The chefs who've most inspired him:

"Thomas Keller was a big influence, and Leah Chase in New Orleans."

What's on his much-talked-about charcuterie plate:

"The charcuterie course sets the tone of the meal: Right now we're doing jerk duck prosciutto; chicken and nduja pate; croustilllant filled with hazelnut La Tour cheese; pineapple curd; membrillo dice; and pesto powder."

On the custom dishes he creates for diners on the spot:

"Every now and then I’ll do a special dish for a diner based on a conversation. Sometimes I create something for someone on the spot. A couple told me they loved Dat Dog in New Orleans. I had lobster in the kitchen and shrimp heads, and I made lobster creole with shrimp heads and tomato sauce. I spiced it heavily. We had really nice ingredients to do it with. I get inspired on the fly.
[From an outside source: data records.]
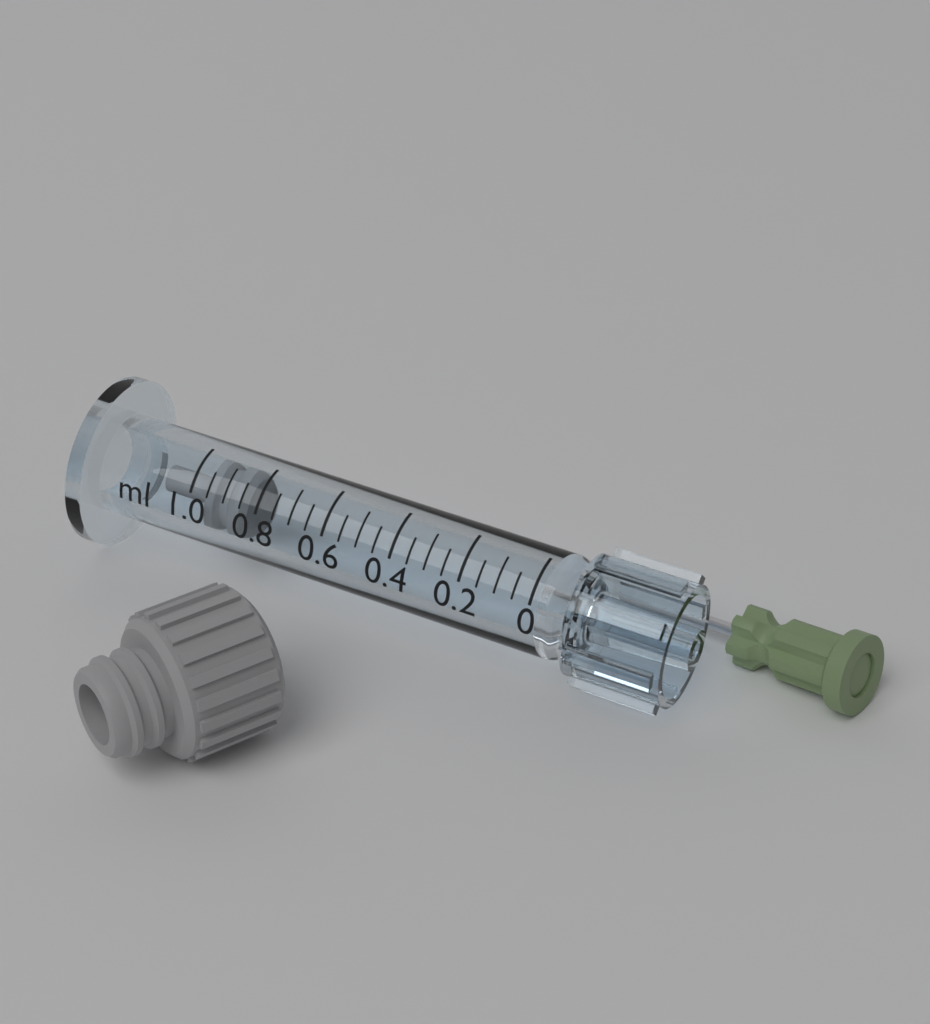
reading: 0.85 ml
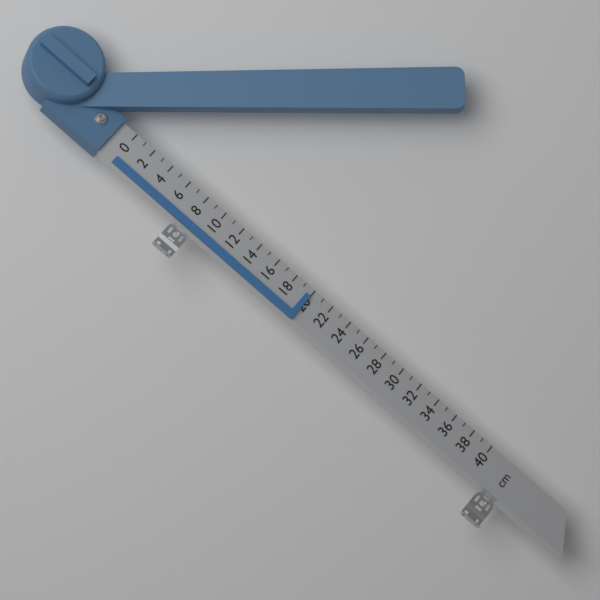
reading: 20 cm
It happens about twice a night."

Why dinner at The Shaw Bijou is different from eating nearly anywhere else:

"The restaurant has been a home for about 200 years, and we’ve taken it over and don’t want to lose that feeling. You start at the bar, you go into the kitchen for a bite to eat, then go back to the dining room. We do some tableside stuff. It’s not like, 'Sit here, the bathroom is over there, I'll bring you food.' No."

How a chef who doesn't have a sweet tooth deals with dessert:

"The dessert menu [by pastry chef Gisell Paula] is very well-thought out. It draws from story and inspiration. For instance we're doing a play on red velvet cake, the only thing I liked to eat as a kid. I didn’t really like desserts. It's a buttermilk cake with salted malt ice cream, beet cheesecake puree, honey brittle and sorrel."

How Top Chef influenced his cooking:

"I was able to cook for so many renowned chefs and get their feedback on how I cook, so that made me think about how I develop flavors. It definitely changed the way I cook. In the last episode after getting kicked off, I told Tom Colicchio that I used to work for him [at Craft in New York City], and that’s what inspired me to pursue the culinary arts for a living."